CARMEL, Maine About a dozen people were injured in a 30-car pileup during the Tuesday morning commute on a highway in Maine, state troopers said.
CARMEL, Maine — About a dozen people were injured in a 30-car pileup during the Tuesday morning commute on a highway in Maine, state troopers said.
There were no fatalities, but ambulances and a medical helicopter were dispatched to the crash site on Interstate 95 near Bangor, according to Stephen McCausland, spokesman for the Maine Department of Public Safety.
State police reported that 10 people were transported by ambulances, and at least three others sought treatment at hospitals, McCausland said.
Initial reports were that some motorists were blinded by the morning sun, contributing to the chain-reaction pileup as a stream of motorists headed toward Bangor, he said. A state police cruiser was caught up in the mess.
Tammy Waltman said the bright sunlight prevented her from seeing. But she could hear cars sliding and banging into each other.
“Cars around me and behind me were going every which way,” she told the Bangor Daily News.
The weather didn’t appear to be a factor in the crash, which was reported at about 7:45 a.m. There had been some light snow that ended at midnight, hours before the pileup, the National Weather Service said.
It was initially reported that up to 60 vehicles were involved, but the figure was revised downward, McCausland said. The northbound lanes were closed for more than three hours before reopening.
Tuesday’s mass collision is not the first on the interstate in Maine. More than 30 people were injured in a pileup that involved 102 vehicles over a 4-miles (6-kilometer) stretch of I-95 during light snow in February 2015.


What is needed: Count how many lines in the data hold the word "JSON", and give that number alone.

Data extract:

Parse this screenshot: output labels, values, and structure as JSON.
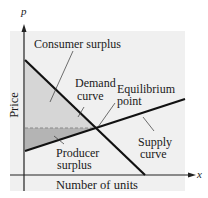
{
  "diagram": {
    "axes": {
      "y_variable": "p",
      "x_variable": "x",
      "y_label": "Price",
      "x_label": "Number of units"
    },
    "labels": {
      "consumer_surplus": "Consumer surplus",
      "demand_curve_line1": "Demand",
      "demand_curve_line2": "curve",
      "equilibrium_line1": "Equilibrium",
      "equilibrium_line2": "point",
      "supply_curve_line1": "Supply",
      "supply_curve_line2": "curve",
      "producer_surplus_line1": "Producer",
      "producer_surplus_line2": "surplus"
    },
    "colors": {
      "background_panel": "#f0f0f0",
      "consumer_surplus_fill": "#d6d6d6",
      "producer_surplus_fill": "#b4b4b4",
      "curve_stroke": "#111111",
      "axis_stroke": "#222222",
      "dashed_line": "#8a8a8a"
    },
    "geometry": {
      "demand_curve": {
        "start": [
          25,
          60
        ],
        "end": [
          145,
          175
        ]
      },
      "supply_curve": {
        "start": [
          25,
          151
        ],
        "end": [
          185,
          99
        ]
      },
      "equilibrium_point": [
        95,
        128
      ]
    }
  }
}
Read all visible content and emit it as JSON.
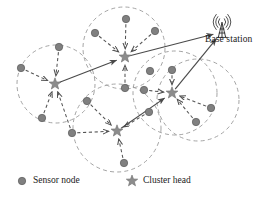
{
  "figure": {
    "type": "diagram",
    "background": "#ffffff"
  },
  "colors": {
    "node_fill": "#808080",
    "node_stroke": "#5a5a5a",
    "star_fill": "#8c8c8c",
    "star_stroke": "#6e6e6e",
    "circle_stroke": "#9a9a9a",
    "solid_link": "#4a4a4a",
    "dashed_link": "#555555",
    "text": "#1a1a1a",
    "tower": "#3c3c3c"
  },
  "base_station": {
    "label": "Base station",
    "icon": "antenna-tower-icon",
    "x": 222,
    "y": 22
  },
  "legend": {
    "items": [
      {
        "marker": "circle",
        "icon": "sensor-node-icon",
        "label": "Sensor node",
        "x": 22,
        "y": 181
      },
      {
        "marker": "star",
        "icon": "cluster-head-icon",
        "label": "Cluster head",
        "x": 132,
        "y": 181
      }
    ]
  },
  "clusters": [
    {
      "id": "cluster-left",
      "cx": 56,
      "cy": 84,
      "r": 39
    },
    {
      "id": "cluster-top",
      "cx": 124,
      "cy": 48,
      "r": 41
    },
    {
      "id": "cluster-right",
      "cx": 175,
      "cy": 93,
      "r": 42
    },
    {
      "id": "cluster-bottom",
      "cx": 117,
      "cy": 128,
      "r": 44
    },
    {
      "id": "cluster-far-right",
      "cx": 198,
      "cy": 100,
      "r": 41
    }
  ],
  "cluster_heads": [
    {
      "id": "head-left",
      "x": 55,
      "y": 84
    },
    {
      "id": "head-top",
      "x": 125,
      "y": 57
    },
    {
      "id": "head-right",
      "x": 172,
      "y": 93
    },
    {
      "id": "head-bottom",
      "x": 117,
      "y": 131
    }
  ],
  "sensor_nodes": [
    {
      "id": "n1",
      "x": 21,
      "y": 68
    },
    {
      "id": "n2",
      "x": 59,
      "y": 47
    },
    {
      "id": "n3",
      "x": 42,
      "y": 118
    },
    {
      "id": "n4",
      "x": 72,
      "y": 133
    },
    {
      "id": "n5",
      "x": 95,
      "y": 33
    },
    {
      "id": "n6",
      "x": 126,
      "y": 19
    },
    {
      "id": "n7",
      "x": 155,
      "y": 31
    },
    {
      "id": "n8",
      "x": 125,
      "y": 88
    },
    {
      "id": "n9",
      "x": 150,
      "y": 71
    },
    {
      "id": "n10",
      "x": 87,
      "y": 101
    },
    {
      "id": "n11",
      "x": 124,
      "y": 163
    },
    {
      "id": "n12",
      "x": 144,
      "y": 90
    },
    {
      "id": "n13",
      "x": 172,
      "y": 70
    },
    {
      "id": "n14",
      "x": 196,
      "y": 122
    },
    {
      "id": "n15",
      "x": 211,
      "y": 108
    },
    {
      "id": "n16",
      "x": 149,
      "y": 112
    }
  ],
  "member_links": [
    {
      "from": "n1",
      "to": "head-left"
    },
    {
      "from": "n2",
      "to": "head-left"
    },
    {
      "from": "n3",
      "to": "head-left"
    },
    {
      "from": "n4",
      "to": "head-left"
    },
    {
      "from": "n5",
      "to": "head-top"
    },
    {
      "from": "n6",
      "to": "head-top"
    },
    {
      "from": "n7",
      "to": "head-top"
    },
    {
      "from": "n8",
      "to": "head-top"
    },
    {
      "from": "n12",
      "to": "head-right"
    },
    {
      "from": "n13",
      "to": "head-right"
    },
    {
      "from": "n14",
      "to": "head-right"
    },
    {
      "from": "n15",
      "to": "head-right"
    },
    {
      "from": "n10",
      "to": "head-bottom"
    },
    {
      "from": "n11",
      "to": "head-bottom"
    },
    {
      "from": "n4",
      "to": "head-bottom"
    },
    {
      "from": "n16",
      "to": "head-bottom"
    }
  ],
  "backbone_links": [
    {
      "from": "head-left",
      "to": "head-top",
      "style": "solid"
    },
    {
      "from": "head-top",
      "to": "base-station",
      "style": "solid"
    },
    {
      "from": "head-bottom",
      "to": "head-right",
      "style": "solid"
    },
    {
      "from": "head-right",
      "to": "base-station",
      "style": "solid"
    }
  ]
}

Completed exercise: 2